Your task is to repeat the entries exactly. Leave the pictures out.

------------------------------------------------------------

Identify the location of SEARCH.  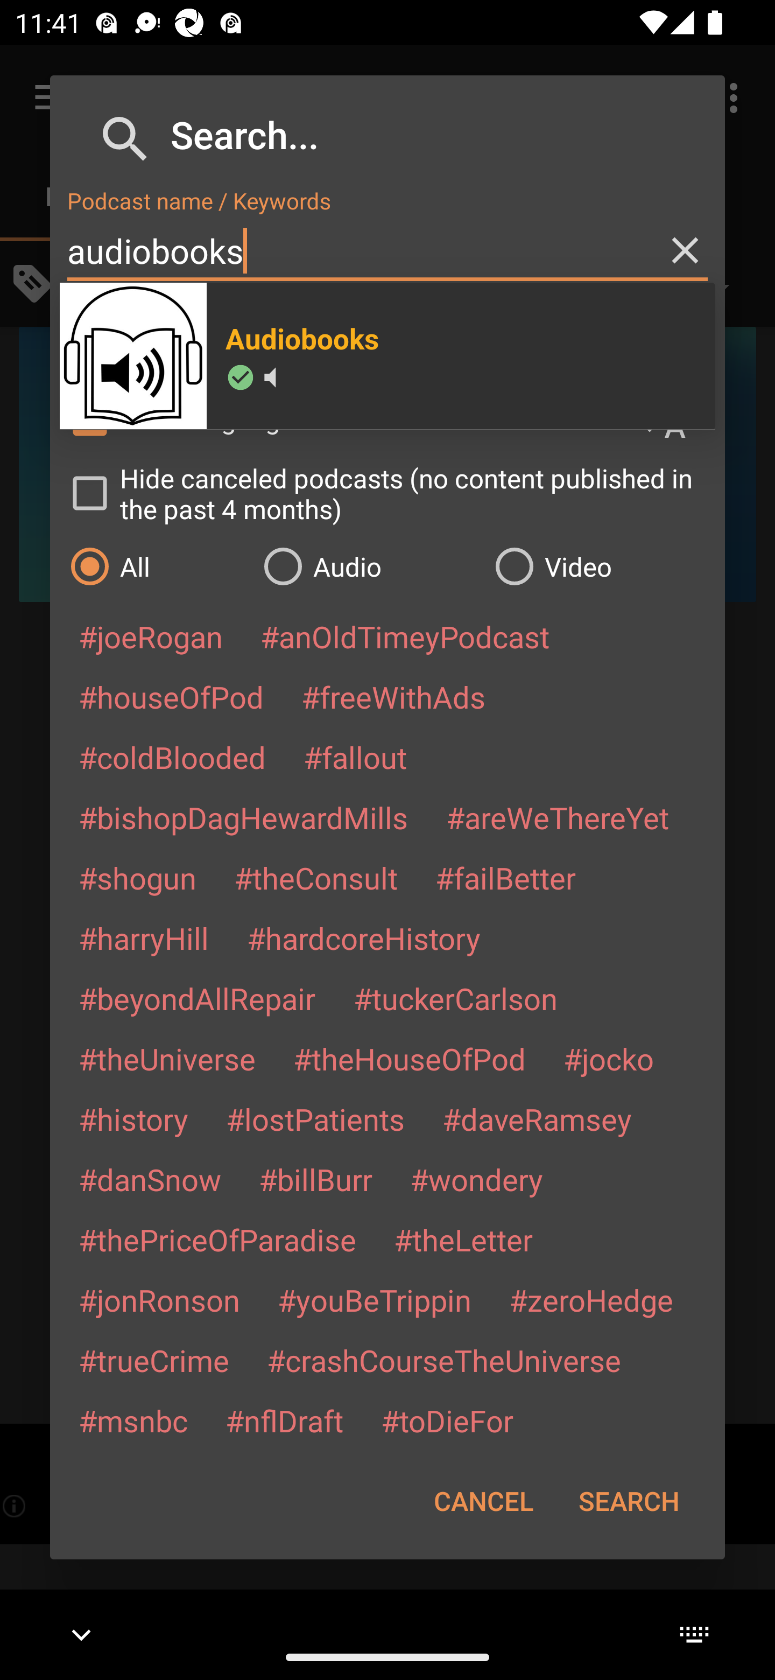
(629, 1501).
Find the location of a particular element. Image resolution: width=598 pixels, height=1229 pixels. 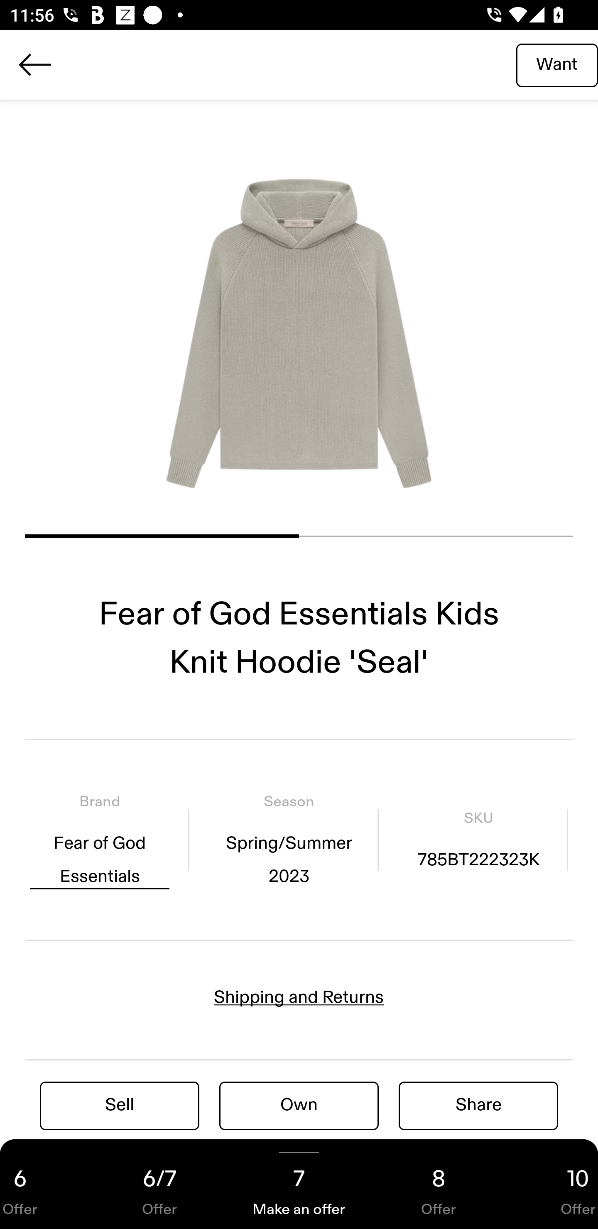

6 Offer is located at coordinates (45, 1184).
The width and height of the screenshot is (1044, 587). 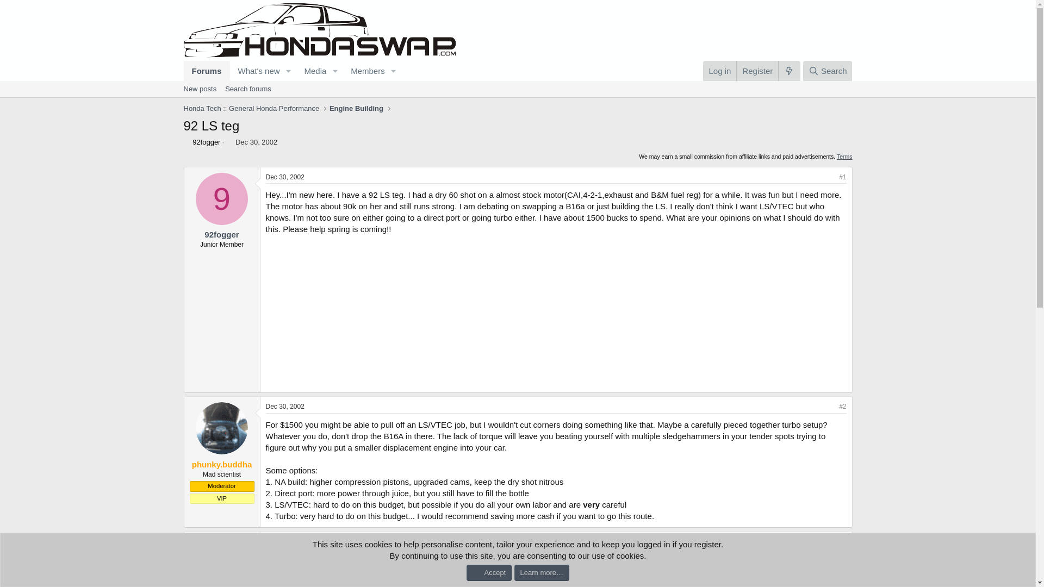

------------------------------------------------------------

§ Your response:
Identify the location of SEARCH.  
(629, 1501).
Find the location of a particular element. Image resolution: width=598 pixels, height=1229 pixels. 

6 Offer is located at coordinates (45, 1184).
The width and height of the screenshot is (1044, 587). 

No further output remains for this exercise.